My few days spent in Chennai, India with Daniel and Avitha Victor are filled with experiences that I will carry with me forever. I have been impacted not only by the stories of the many lives they have touched and the cultural change they have advocated for, but also by the love they exuded to everyone they met, our delegation included. By their works and their love, I had become moved to a certainty of who these two people the Opus Prize had brought into my life really were: living saints.
I have never had so many rich and impactful experiences packed into such a short period of time. There is an unending pool of memories from which I will continue to draw on in reflection and discernment for the rest of my life. There are, however, two stories in particular which I have already found myself thinking back to regularly and which I would like to share now.
The first was at a school for the blind called Mithra which Agape partners with to provide computer education to their students. We had the opportunity to meet with a former student who now works for the school translating various materials into braille and writing inspirational works which she sends to blind people all around India. This individual had become blind at a young age as a result of a battle with measles. When her neighbors heard about her new disability, they told her family to abandon any hope for the girl’s future as she would only be a burden to them from now on.
I was moved by her telling of how she overcame not only her physical disability but also the expectations of her family and community. Agape and Mithra provided her the opportunity to learn braille and develop computer skills, but ultimately it was her own perseverance and grit that enabled her to transform her place in the world. With her successful writing career, she has been able to secure regular income and, with the passing of her father a few years prior, is now the primary breadwinner in the family. The girl who the world called a burden is now the one who loving supports an entire family.
Later in our trip, we traveled down Chennai’s tech corridor to visit two graduates from Agape’s first class. The alums, now adult men, had used the computer skills and self-respect they learned at Agape to become project managers at the second-highest ranked banking software design firm in the world. They told us of their new lives and I couldn’t help but see them as similar to our measure of success in the States: each had high-ranking positions at a reputable company, houses and families of their own, and even modified cars which allow them to drive themselves to work every day. I was impressed by their achievements, despite both being wheelchair bound. I only fully understood the heights they had reached, however, after speaking further with Daniel about their journey.
On the ride back to downtown Chennai, Daniel told me about a low-point for one of the graduates we had just met at the tech campus. As a young man, he was struck by a bus while crossing the street, fractured his spine in three places, and become crippled from the waist-down. Shortly after arriving at Agape as a live-in student, he became afflicted with an illness that left him bed ridden and feverish for several days. Without the means to transport him to a hospital safely, Daniel went to a doctor that lived nearby to plead for assistance on the student’s behalf. After hearing about his illness and disability, the doctor refused to visit him, citing that he did not do house calls. So, the young man was left in bed with only the assistance of the minor medications Daniel and Avitha had household access to and their devout prayers. While stuck in bed and unable to be moved, he developed severe bed sores and, one morning, awoke to find that ants had begun to eat into his crippled legs during the night.

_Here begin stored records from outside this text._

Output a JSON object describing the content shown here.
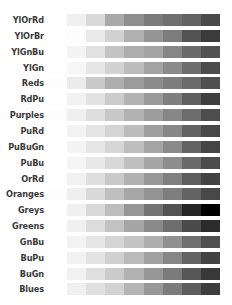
{
  "figure": {
    "kind": "colormap-reference",
    "rendering": "grayscale",
    "background_color": "#ffffff",
    "label_color": "#3a3a3a",
    "row_count": 17,
    "levels_per_row": 9
  },
  "chart_data": {
    "type": "heatmap",
    "title": "",
    "subtitle": "",
    "xlabel": "",
    "ylabel": "",
    "grid": false,
    "legend": "none",
    "x_tick_labels": [],
    "categories": [
      "YlOrRd",
      "YlOrBr",
      "YlGnBu",
      "YlGn",
      "Reds",
      "RdPu",
      "Purples",
      "PuRd",
      "PuBuGn",
      "PuBu",
      "OrRd",
      "Oranges",
      "Greys",
      "Greens",
      "GnBu",
      "BuPu",
      "BuGn",
      "Blues"
    ],
    "rows": [
      {
        "name": "YlOrRd",
        "values": [
          0,
          1,
          2,
          3,
          4,
          5,
          6,
          7,
          8
        ],
        "colors": [
          "#ffffff",
          "#f0f0f0",
          "#dadada",
          "#a9a9a9",
          "#8e8e8e",
          "#7b7b7b",
          "#6f6f6f",
          "#636363",
          "#4a4a4a"
        ]
      },
      {
        "name": "YlOrBr",
        "values": [
          0,
          1,
          2,
          3,
          4,
          5,
          6,
          7,
          8
        ],
        "colors": [
          "#ffffff",
          "#fdfdfd",
          "#eaeaea",
          "#d2d2d2",
          "#b0b0b0",
          "#959595",
          "#7c7c7c",
          "#535353",
          "#3b3b3b"
        ]
      },
      {
        "name": "YlGnBu",
        "values": [
          0,
          1,
          2,
          3,
          4,
          5,
          6,
          7,
          8
        ],
        "colors": [
          "#ffffff",
          "#f4f4f4",
          "#e1e1e1",
          "#c3c3c3",
          "#aeaeae",
          "#a4a4a4",
          "#868686",
          "#6a6a6a",
          "#515151"
        ]
      },
      {
        "name": "YlGn",
        "values": [
          0,
          1,
          2,
          3,
          4,
          5,
          6,
          7,
          8
        ],
        "colors": [
          "#ffffff",
          "#f6f6f6",
          "#e6e6e6",
          "#d2d2d2",
          "#bcbcbc",
          "#a3a3a3",
          "#8a8a8a",
          "#6d6d6d",
          "#4c4c4c"
        ]
      },
      {
        "name": "Reds",
        "values": [
          0,
          1,
          2,
          3,
          4,
          5,
          6,
          7,
          8
        ],
        "colors": [
          "#fdfdfd",
          "#ececec",
          "#c9c9c9",
          "#aeaeae",
          "#9b9b9b",
          "#8b8b8b",
          "#7d7d7d",
          "#6b6b6b",
          "#4f4f4f"
        ]
      },
      {
        "name": "RdPu",
        "values": [
          0,
          1,
          2,
          3,
          4,
          5,
          6,
          7,
          8
        ],
        "colors": [
          "#ffffff",
          "#f2f2f2",
          "#e2e2e2",
          "#cccccc",
          "#b3b3b3",
          "#9a9a9a",
          "#7f7f7f",
          "#5f5f5f",
          "#3f3f3f"
        ]
      },
      {
        "name": "Purples",
        "values": [
          0,
          1,
          2,
          3,
          4,
          5,
          6,
          7,
          8
        ],
        "colors": [
          "#fdfdfd",
          "#efefef",
          "#dedede",
          "#c8c8c8",
          "#b2b2b2",
          "#9d9d9d",
          "#878787",
          "#6c6c6c",
          "#4d4d4d"
        ]
      },
      {
        "name": "PuRd",
        "values": [
          0,
          1,
          2,
          3,
          4,
          5,
          6,
          7,
          8
        ],
        "colors": [
          "#ffffff",
          "#f3f3f3",
          "#e4e4e4",
          "#d4d4d4",
          "#bcbcbc",
          "#9f9f9f",
          "#878787",
          "#636363",
          "#484848"
        ]
      },
      {
        "name": "PuBuGn",
        "values": [
          0,
          1,
          2,
          3,
          4,
          5,
          6,
          7,
          8
        ],
        "colors": [
          "#ffffff",
          "#f4f4f4",
          "#e6e6e6",
          "#d6d6d6",
          "#bebebe",
          "#a5a5a5",
          "#8a8a8a",
          "#636363",
          "#454545"
        ]
      },
      {
        "name": "PuBu",
        "values": [
          0,
          1,
          2,
          3,
          4,
          5,
          6,
          7,
          8
        ],
        "colors": [
          "#ffffff",
          "#f5f5f5",
          "#e8e8e8",
          "#d8d8d8",
          "#c0c0c0",
          "#a6a6a6",
          "#8d8d8d",
          "#6a6a6a",
          "#4c4c4c"
        ]
      },
      {
        "name": "OrRd",
        "values": [
          0,
          1,
          2,
          3,
          4,
          5,
          6,
          7,
          8
        ],
        "colors": [
          "#ffffff",
          "#f1f1f1",
          "#dfdfdf",
          "#c9c9c9",
          "#b1b1b1",
          "#989898",
          "#808080",
          "#5e5e5e",
          "#434343"
        ]
      },
      {
        "name": "Oranges",
        "values": [
          0,
          1,
          2,
          3,
          4,
          5,
          6,
          7,
          8
        ],
        "colors": [
          "#fdfdfd",
          "#efefef",
          "#d9d9d9",
          "#bfbfbf",
          "#a7a7a7",
          "#939393",
          "#7e7e7e",
          "#636363",
          "#484848"
        ]
      },
      {
        "name": "Greys",
        "values": [
          0,
          1,
          2,
          3,
          4,
          5,
          6,
          7,
          8
        ],
        "colors": [
          "#ffffff",
          "#f0f0f0",
          "#d9d9d9",
          "#bdbdbd",
          "#969696",
          "#737373",
          "#525252",
          "#252525",
          "#000000"
        ]
      },
      {
        "name": "Greens",
        "values": [
          0,
          1,
          2,
          3,
          4,
          5,
          6,
          7,
          8
        ],
        "colors": [
          "#ffffff",
          "#f0f0f0",
          "#dcdcdc",
          "#c2c2c2",
          "#a6a6a6",
          "#8a8a8a",
          "#6e6e6e",
          "#4b4b4b",
          "#2b2b2b"
        ]
      },
      {
        "name": "GnBu",
        "values": [
          0,
          1,
          2,
          3,
          4,
          5,
          6,
          7,
          8
        ],
        "colors": [
          "#ffffff",
          "#f3f3f3",
          "#e6e6e6",
          "#d5d5d5",
          "#c3c3c3",
          "#aeaeae",
          "#909090",
          "#6f6f6f",
          "#4f4f4f"
        ]
      },
      {
        "name": "BuPu",
        "values": [
          0,
          1,
          2,
          3,
          4,
          5,
          6,
          7,
          8
        ],
        "colors": [
          "#ffffff",
          "#f2f2f2",
          "#e3e3e3",
          "#d0d0d0",
          "#bababa",
          "#a1a1a1",
          "#868686",
          "#636363",
          "#434343"
        ]
      },
      {
        "name": "BuGn",
        "values": [
          0,
          1,
          2,
          3,
          4,
          5,
          6,
          7,
          8
        ],
        "colors": [
          "#ffffff",
          "#f1f1f1",
          "#e0e0e0",
          "#cbcbcb",
          "#b2b2b2",
          "#979797",
          "#7b7b7b",
          "#575757",
          "#383838"
        ]
      },
      {
        "name": "Blues",
        "values": [
          0,
          1,
          2,
          3,
          4,
          5,
          6,
          7,
          8
        ],
        "colors": [
          "#ffffff",
          "#f0f0f0",
          "#e0e0e0",
          "#d2d2d2",
          "#b5b5b5",
          "#989898",
          "#7c7c7c",
          "#5e5e5e",
          "#3e3e3e"
        ]
      }
    ]
  },
  "rows_visible": [
    "YlOrRd",
    "YlOrBr",
    "YlGnBu",
    "YlGn",
    "Reds",
    "RdPu",
    "Purples",
    "PuRd",
    "PuBuGn",
    "PuBu",
    "OrRd",
    "Oranges",
    "Greys",
    "Greens",
    "GnBu",
    "BuPu",
    "BuGn",
    "Blues"
  ]
}
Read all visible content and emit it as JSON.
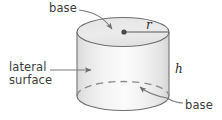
{
  "figure": {
    "shape": "cylinder",
    "labels": {
      "base_top": "base",
      "base_bottom": "base",
      "lateral_surface": "lateral\nsurface",
      "radius_symbol": "r",
      "height_symbol": "h"
    },
    "icons": {
      "center_point": "center-dot-icon",
      "hidden_edge": "dashed-ellipse-icon"
    },
    "colors": {
      "outline": "#6e6e6e",
      "fill_light": "#fbfbfb",
      "fill_mid": "#e9e9e9",
      "fill_edge": "#d6d6d6",
      "top_face": "#eaeaea",
      "text": "#3b3b3b",
      "leader": "#7a7a7a",
      "background": "#ffffff"
    },
    "geometry": {
      "cylinder_left_x": 77,
      "cylinder_right_x": 169,
      "top_center_y": 32,
      "bottom_center_y": 96,
      "radius_x": 46,
      "radius_y": 14.5,
      "center_dot": [
        124,
        32
      ]
    }
  }
}
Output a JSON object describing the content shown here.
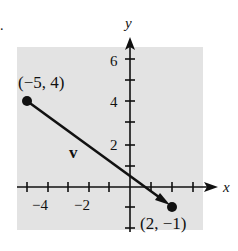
{
  "figure": {
    "axis_x_label": "x",
    "axis_y_label": "y",
    "vector_label": "v",
    "start_point": {
      "label": "(−5, 4)",
      "x": -5,
      "y": 4
    },
    "end_point": {
      "label": "(2, −1)",
      "x": 2,
      "y": -1
    },
    "x_tick_labels": [
      "−4",
      "−2"
    ],
    "y_tick_labels": [
      "6",
      "4",
      "2"
    ],
    "background_color": "#e3e3e3",
    "ink_color": "#111111"
  }
}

Daniel, Avitha, and the student all felt helpless. They continued to care for him until “eventually,” Daniel concluded the story briefly, “he got better.”
What Daniel had painted for me in this story was a disturbingly vivid picture of the absolute lowest point a man could arrive at in life: to be rejected by society only to be left for a slow, agonizing death at the hands of a treatable illness when met with the apathy of those who only cared to see him as different from them. To hear, second-hand, about that dark of a place was chilling- I cannot begin to imagine the despair felt while actually there. However, when juxtaposed with the previous experience of meeting and speaking with the man who that young boy persevered to become, I saw something beautiful.
Where anybody could be expected to despair, Daniel and Avitha maintained hope. Where anybody could be expected to see the tragic end to a life of suffering, Daniel and Avitha saw a beginning. I found myself asking what could give someone the perspective, the faith to persevere when in the face of such unimaginable suffering, to endure the lowest of times through to achieving the pinnacle of modern success. For Daniel and Avitha, and now for me too, that power can only from one place: from the unconditional, unfiltered, and unending love of God, Agape.